Both protocols use flood routing as their primary delivery mechanism, so nodes configured as repeaters must receive and retransmit packets. Transmit is the most power-intensive radio operation on a LoRa node. In practice, repeating is enabled only on dedicated infrastructure nodes; end-user devices are typically configured as non-repeating and incur no forwarding transmit cost.

Meshtastic’s managed flood uses SNR-based contention windows: after receiving a packet, each potential relay waits a random delay inversely proportional to its received SNR before retransmitting. If it hears a better-positioned node retransmit first, it suppresses its own retransmission. This heuristic reduces the number of redundant rebroadcasts compared to simple flooding and saves transmit power across the network.

UMSH’s signal-quality filtering options (minimum RSSI and minimum SNR) allow the original sender to set explicit thresholds: a repeater that received the packet below the threshold must not retransmit it. This gives the sender direct control over which links are used for forwarding, avoiding transmit power wasted on paths unlikely to deliver the packet.
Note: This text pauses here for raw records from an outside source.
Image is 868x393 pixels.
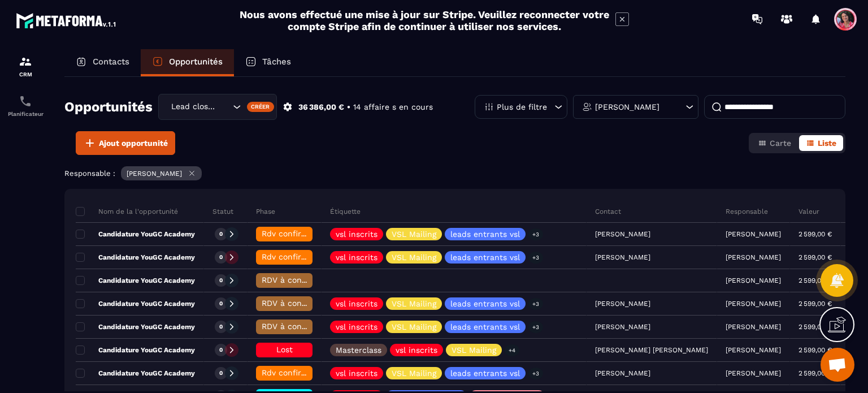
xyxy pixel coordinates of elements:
[64,169,115,178] p: Responsable :
[392,323,436,331] p: VSL Mailing
[262,229,325,238] span: Rdv confirmé ✅
[262,56,291,66] p: Tâches
[821,348,854,381] div: Ouvrir le chat
[396,346,438,354] p: vsl inscrits
[169,100,219,113] span: Lead closing
[770,138,791,148] span: Carte
[798,253,832,261] p: 2 599,00 €
[798,323,832,331] p: 2 599,00 €
[392,253,436,261] p: VSL Mailing
[529,228,543,240] p: +3
[353,102,433,112] p: 14 affaire s en cours
[347,102,350,112] p: •
[451,299,520,308] p: leads entrants vsl
[219,100,230,113] input: Search for option
[256,207,275,216] p: Phase
[798,346,832,354] p: 2 599,00 €
[76,322,195,331] p: Candidature YouGC Academy
[595,207,621,216] p: Contact
[3,46,48,86] a: formationformationCRM
[220,346,223,354] p: 0
[76,276,195,285] p: Candidature YouGC Academy
[335,253,377,261] p: vsl inscrits
[798,276,832,285] p: 2 599,00 €
[392,230,436,238] p: VSL Mailing
[799,135,843,151] button: Liste
[451,253,520,261] p: leads entrants vsl
[726,276,781,285] p: [PERSON_NAME]
[798,299,832,308] p: 2 599,00 €
[276,345,293,354] span: Lost
[76,230,195,239] p: Candidature YouGC Academy
[3,110,48,117] p: Planificateur
[529,367,543,379] p: +3
[451,230,520,238] p: leads entrants vsl
[169,56,223,66] p: Opportunités
[3,71,48,77] p: CRM
[64,49,141,77] a: Contacts
[529,251,543,264] p: +3
[330,207,360,216] p: Étiquette
[595,103,659,110] p: [PERSON_NAME]
[127,169,182,178] p: [PERSON_NAME]
[726,230,781,238] p: [PERSON_NAME]
[451,323,520,331] p: leads entrants vsl
[298,102,344,112] p: 36 386,00 €
[220,253,223,261] p: 0
[451,346,496,354] p: VSL Mailing
[262,252,325,261] span: Rdv confirmé ✅
[19,94,33,108] img: scheduler
[213,207,233,216] p: Statut
[751,135,798,151] button: Carte
[220,369,223,377] p: 0
[392,369,436,377] p: VSL Mailing
[234,49,302,77] a: Tâches
[798,207,819,216] p: Valeur
[497,103,547,110] p: Plus de filtre
[335,346,381,354] p: Masterclass
[76,253,195,262] p: Candidature YouGC Academy
[798,369,832,377] p: 2 599,00 €
[141,49,234,77] a: Opportunités
[335,369,377,377] p: vsl inscrits
[335,323,377,331] p: vsl inscrits
[818,138,836,148] span: Liste
[726,253,781,261] p: [PERSON_NAME]
[726,323,781,331] p: [PERSON_NAME]
[220,276,223,285] p: 0
[76,207,178,216] p: Nom de la l'opportunité
[505,344,519,356] p: +4
[93,56,129,66] p: Contacts
[335,230,377,238] p: vsl inscrits
[262,368,325,377] span: Rdv confirmé ✅
[247,102,274,112] div: Créer
[262,298,356,308] span: RDV à conf. A RAPPELER
[99,138,168,148] span: Ajout opportunité
[76,131,175,155] button: Ajout opportunité
[76,369,195,377] p: Candidature YouGC Academy
[798,230,832,238] p: 2 599,00 €
[3,86,48,125] a: schedulerschedulerPlanificateur
[392,299,436,308] p: VSL Mailing
[335,299,377,308] p: vsl inscrits
[239,9,610,33] h2: Nous avons effectué une mise à jour sur Stripe. Veuillez reconnecter votre compte Stripe afin de ...
[726,299,781,308] p: [PERSON_NAME]
[726,207,768,216] p: Responsable
[19,55,33,68] img: formation
[451,369,520,377] p: leads entrants vsl
[220,230,223,238] p: 0
[76,346,195,354] p: Candidature YouGC Academy
[64,96,152,118] h2: Opportunités
[262,322,356,331] span: RDV à conf. A RAPPELER
[16,10,117,30] img: logo
[529,321,543,333] p: +3
[726,369,781,377] p: [PERSON_NAME]
[76,299,195,308] p: Candidature YouGC Academy
[220,299,223,308] p: 0
[262,275,356,285] span: RDV à conf. A RAPPELER
[529,298,543,310] p: +3
[220,323,223,331] p: 0
[159,94,277,120] div: Search for option
[726,346,781,354] p: [PERSON_NAME]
Meshtastic’s SNR-based approach is automatic but implicit; UMSH’s approach is explicit but requires the sender to configure appropriate thresholds.

UMSH repeaters do not need to decrypt or verify the payload before forwarding — the MAC layer treats payloads opaquely. Meshtastic repeaters also forward without decryption for channel traffic.

Summary of Design Differences

Meshtastic is a full-featured, batteries-included mesh communication system with a large and active user community. It provides a rich application layer (position sharing, telemetry, store-and-forward, TAK integration), broad hardware support, and an easy on-ramp for non-technical users. Its channel-based encryption model is simple to configure and deploy.

UMSH prioritizes cryptographic robustness, compact encoding, and architectural cleanliness. It authenticates all traffic, provides privacy modes for metadata concealment, and maintains strict layer separation that allows it to carry arbitrary higher-layer protocols.

Key tradeoffs:

  • Authentication: UMSH authenticates every packet. Meshtastic’s channel traffic has no authentication — only PKC direct messages (v2.5+) are authenticated.
  • Privacy: UMSH provides compact addressing hints and opt-in blind modes. Meshtastic exposes full sender and recipient identifiers in cleartext headers on every packet.
  • Identity model: UMSH uses cryptographic public keys as addresses. Meshtastic uses hardware-derived node numbers that are not cryptographically bound to any key.
  • Overhead: Comparable in the common case (~14–26 bytes for UMSH vs ~22 bytes for Meshtastic channel), but UMSH’s overhead includes authentication.
  • Application richness: Meshtastic provides a far richer built-in application layer. UMSH delegates richer functionality to higher-layer protocols.
  • Layer separation: UMSH cleanly separates MAC and application concerns. Meshtastic is a monolithic system where protocol and application are interleaved.
  • Implementation: Meshtastic is a mature C++ firmware with broad device support. UMSH is not tied to any implementation language or runtime, and its compact design can target bare-metal microcontrollers.
  • Ease of deployment: Meshtastic is designed for immediate use with consumer hardware. UMSH requires implementation effort and explicit key configuration.